AP & Gradient economy
Two currencies run combat: AP (per character, the skill fuel) and the Gradient gauge (party-wide, the ultimate fuel). Both are earned by playing well on defense as much as offense, which is what welds the reactive layer to the strategic layer.
AP: earned by hand
AP is displayed as pips under each character portrait. The flows:
| Source | AP |
|---|---|
| Base Attack | +1 |
| Each successful Parry | +1 per parried hit |
| Perfect Dodge with the Dodger Picto (and similar Luminas) | +1, once per turn |
| Small/regular Energy Tint (item) | +3 or more to one ally |
| Skills | −3 to −7 typical |
| Aim shots | −1 each |
The tutorial duel drills the base loop: attack to bank AP, spend it on skills. The right panel already advertises the other half: Gustave's arm charges "by dealing damage, dodging & parrying." Source: Game UI Database.
The consequence: your defensive performance funds your offense. A player who parries a four-hit string comes out of the enemy turn richer than they entered it; a player who face-tanks pays twice, in health and in tempo.
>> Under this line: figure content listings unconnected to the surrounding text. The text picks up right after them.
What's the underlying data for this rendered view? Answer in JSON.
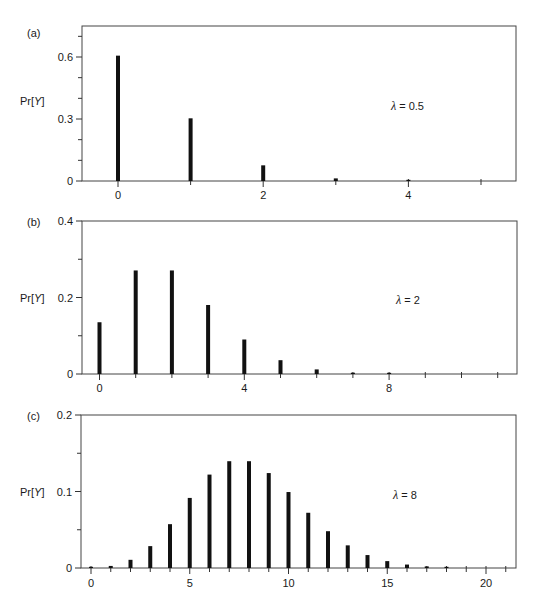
{
  "figure": {
    "colors": {
      "bar": "#111111",
      "axis": "#333333",
      "frame": "#444444",
      "text": "#1a1a1a",
      "background": "#ffffff"
    }
  },
  "chart_data": [
    {
      "type": "bar",
      "panel_label": "(a)",
      "title": "",
      "annotation": {
        "symbol": "λ",
        "text": "= 0.5"
      },
      "lambda": 0.5,
      "ylabel": "Pr[Y]",
      "xlabel": "",
      "x": [
        0,
        1,
        2,
        3,
        4
      ],
      "values": [
        0.6065,
        0.3033,
        0.0758,
        0.0126,
        0.0016
      ],
      "xlim": [
        -0.5,
        5.5
      ],
      "ylim": [
        0,
        0.75
      ],
      "x_major_ticks": [
        0,
        2,
        4
      ],
      "x_tick_labels": [
        "0",
        "2",
        "4"
      ],
      "x_minor_ticks": [
        1,
        3,
        5
      ],
      "y_major_ticks": [
        0,
        0.3,
        0.6
      ],
      "y_tick_labels": [
        "0",
        "0.3",
        "0.6"
      ],
      "y_minor_ticks": [
        0.1,
        0.2,
        0.4,
        0.5,
        0.7
      ],
      "grid": false,
      "legend": "none"
    },
    {
      "type": "bar",
      "panel_label": "(b)",
      "title": "",
      "annotation": {
        "symbol": "λ",
        "text": "= 2"
      },
      "lambda": 2,
      "ylabel": "Pr[Y]",
      "xlabel": "",
      "x": [
        0,
        1,
        2,
        3,
        4,
        5,
        6,
        7,
        8
      ],
      "values": [
        0.1353,
        0.2707,
        0.2707,
        0.1804,
        0.0902,
        0.0361,
        0.012,
        0.0034,
        0.0009
      ],
      "xlim": [
        -0.5,
        11.5
      ],
      "ylim": [
        0,
        0.4
      ],
      "x_major_ticks": [
        0,
        4,
        8
      ],
      "x_tick_labels": [
        "0",
        "4",
        "8"
      ],
      "x_minor_ticks": [
        1,
        2,
        3,
        5,
        6,
        7,
        9,
        10,
        11
      ],
      "y_major_ticks": [
        0,
        0.2,
        0.4
      ],
      "y_tick_labels": [
        "0",
        "0.2",
        "0.4"
      ],
      "y_minor_ticks": [
        0.1,
        0.3
      ],
      "grid": false,
      "legend": "none"
    },
    {
      "type": "bar",
      "panel_label": "(c)",
      "title": "",
      "annotation": {
        "symbol": "λ",
        "text": "= 8"
      },
      "lambda": 8,
      "ylabel": "Pr[Y]",
      "xlabel": "",
      "x": [
        0,
        1,
        2,
        3,
        4,
        5,
        6,
        7,
        8,
        9,
        10,
        11,
        12,
        13,
        14,
        15,
        16,
        17,
        18
      ],
      "values": [
        0.0003,
        0.0027,
        0.0107,
        0.0286,
        0.0573,
        0.0916,
        0.1221,
        0.1396,
        0.1396,
        0.1241,
        0.0993,
        0.0722,
        0.0481,
        0.0296,
        0.0169,
        0.009,
        0.0045,
        0.0021,
        0.0009
      ],
      "xlim": [
        -0.5,
        21.5
      ],
      "ylim": [
        0,
        0.2
      ],
      "x_major_ticks": [
        0,
        5,
        10,
        15,
        20
      ],
      "x_tick_labels": [
        "0",
        "5",
        "10",
        "15",
        "20"
      ],
      "x_minor_ticks": [
        1,
        2,
        3,
        4,
        6,
        7,
        8,
        9,
        11,
        12,
        13,
        14,
        16,
        17,
        18,
        19,
        21
      ],
      "y_major_ticks": [
        0,
        0.1,
        0.2
      ],
      "y_tick_labels": [
        "0",
        "0.1",
        "0.2"
      ],
      "y_minor_ticks": [
        0.05,
        0.15
      ],
      "grid": false,
      "legend": "none"
    }
  ],
  "layout": {
    "panels": [
      {
        "left": 82,
        "right": 516,
        "top": 26,
        "bottom": 181,
        "x0px": 118,
        "dxpx": 72.6,
        "ytop_val": 0.75,
        "label_pos": [
          27,
          37
        ],
        "ylabel_pos": [
          20,
          105
        ],
        "anno_pos": [
          391,
          110
        ],
        "tick_label_y": 199
      },
      {
        "left": 82,
        "right": 517,
        "top": 221,
        "bottom": 374,
        "x0px": 99.5,
        "dxpx": 36.2,
        "ytop_val": 0.4,
        "label_pos": [
          27,
          226
        ],
        "ylabel_pos": [
          20,
          302
        ],
        "anno_pos": [
          396,
          304
        ],
        "tick_label_y": 392
      },
      {
        "left": 81,
        "right": 516,
        "top": 415,
        "bottom": 568,
        "x0px": 91,
        "dxpx": 19.75,
        "ytop_val": 0.2,
        "label_pos": [
          27,
          420
        ],
        "ylabel_pos": [
          20,
          496
        ],
        "anno_pos": [
          393,
          499
        ],
        "tick_label_y": 587
      }
    ]
  }
}
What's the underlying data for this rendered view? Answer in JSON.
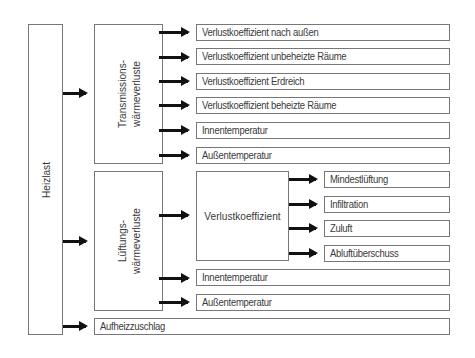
{
  "diagram": {
    "root": {
      "label": "Heizlast"
    },
    "groups": [
      {
        "label_line1": "Transmissions-",
        "label_line2": "wärmeverluste",
        "items": [
          "Verlustkoeffizient nach außen",
          "Verlustkoeffizient unbeheizte Räume",
          "Verlustkoeffizient Erdreich",
          "Verlustkoeffizient beheizte Räume",
          "Innentemperatur",
          "Außentemperatur"
        ]
      },
      {
        "label_line1": "Lüftungs-",
        "label_line2": "wärmeverluste",
        "sub_node": {
          "label": "Verlustkoeffizient",
          "items": [
            "Mindestlüftung",
            "Infiltration",
            "Zuluft",
            "Abluftüberschuss"
          ]
        },
        "items": [
          "Innentemperatur",
          "Außentemperatur"
        ]
      }
    ],
    "extra": {
      "label": "Aufheizzuschlag"
    }
  }
}
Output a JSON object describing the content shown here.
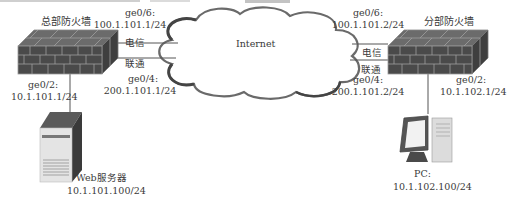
{
  "diagram": {
    "cloud": {
      "label": "Internet"
    },
    "hq_firewall": {
      "name": "总部防火墙",
      "wan1": {
        "port": "ge0/6:",
        "ip": "100.1.101.1/24",
        "isp": "电信"
      },
      "wan2": {
        "port": "ge0/4:",
        "ip": "200.1.101.1/24",
        "isp": "联通"
      },
      "lan": {
        "port": "ge0/2:",
        "ip": "10.1.101.1/24"
      }
    },
    "branch_firewall": {
      "name": "分部防火墙",
      "wan1": {
        "port": "ge0/6:",
        "ip": "100.1.101.2/24",
        "isp": "电信"
      },
      "wan2": {
        "port": "ge0/4:",
        "ip": "200.1.101.2/24",
        "isp": "联通"
      },
      "lan": {
        "port": "ge0/2:",
        "ip": "10.1.102.1/24"
      }
    },
    "web_server": {
      "name": "Web服务器",
      "ip": "10.1.101.100/24"
    },
    "pc": {
      "name": "PC:",
      "ip": "10.1.102.100/24"
    },
    "colors": {
      "brick_dark": "#4a4a4a",
      "brick_mortar": "#9a9a9a",
      "line": "#555555",
      "cloud_stroke": "#6a6a6a"
    }
  }
}
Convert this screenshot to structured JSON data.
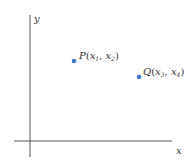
{
  "diagram": {
    "axes": {
      "x_label": "x",
      "y_label": "y",
      "axis_color": "#555555"
    },
    "points": [
      {
        "name": "P",
        "coord1": "x",
        "sub1": "1",
        "coord2": "x",
        "sub2": "2",
        "color": "#3a78c9"
      },
      {
        "name": "Q",
        "coord1": "x",
        "sub1": "3",
        "coord2": "x",
        "sub2": "4",
        "color": "#3a78c9"
      }
    ],
    "punct": {
      "open": "(",
      "comma": ", ",
      "close": ")"
    }
  }
}
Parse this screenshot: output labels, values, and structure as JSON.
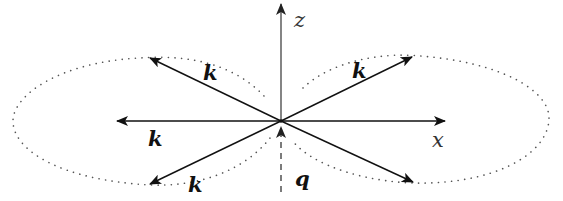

This is the sharpest economic statement in the design, and also the root of its most-criticized dynamic (parry strictly dominates dodge for anyone who can execute it; see design tensions).
Skill select mid-fight: Lumière Assault (3 AP, crits generate an extra Charge) vs Overcharge (4 AP, spends all Charges). Costs sit right on the buttons. Source: Game UI Database.
The Gradient gauge
Below the party frames sits a shared segmented bar that fills as the fight goes on: dealing damage, taking turns, defending well. It pays for two things:
- Gradient Attacks: per-character cinematic ultimates unlocked through the story, costing one or more full segments.
- Gradient Counters: the only answer to attacks flagged with the special indicator, which can't be parried.
Because the gauge is party-wide, spending it is a group decision: a Gradient Counter spent to survive is an ultimate you can't cash later. One pool, two uses, offense vs insurance: shared-party-gauge logic applied at the per-fight timescale, a close cousin of the fixed budgets in loadout-as-budget.
Items: tints
Tints: Healing (30% HP), Energy (+3 AP), Revive (30% HP ally revive). Stock is small and refills at every expedition flag, Estus-style, so hoarding is pointless and using them is never a long-term loss. Source: Game UI Database.
The refill-at-flag design (see world & camp) keeps the item economy per-attempt instead of per-playthrough: a deliberate anti-hoarding stance borrowed from Souls bonfires rather than from JRPG shopping.
Patterns this exemplifies
shared-party-gauge: one party-wide resource with competing offensive and defensive uses.reactive-turn-based: the AP flows are what make the real-time layer strategically legible rather than cosmetic.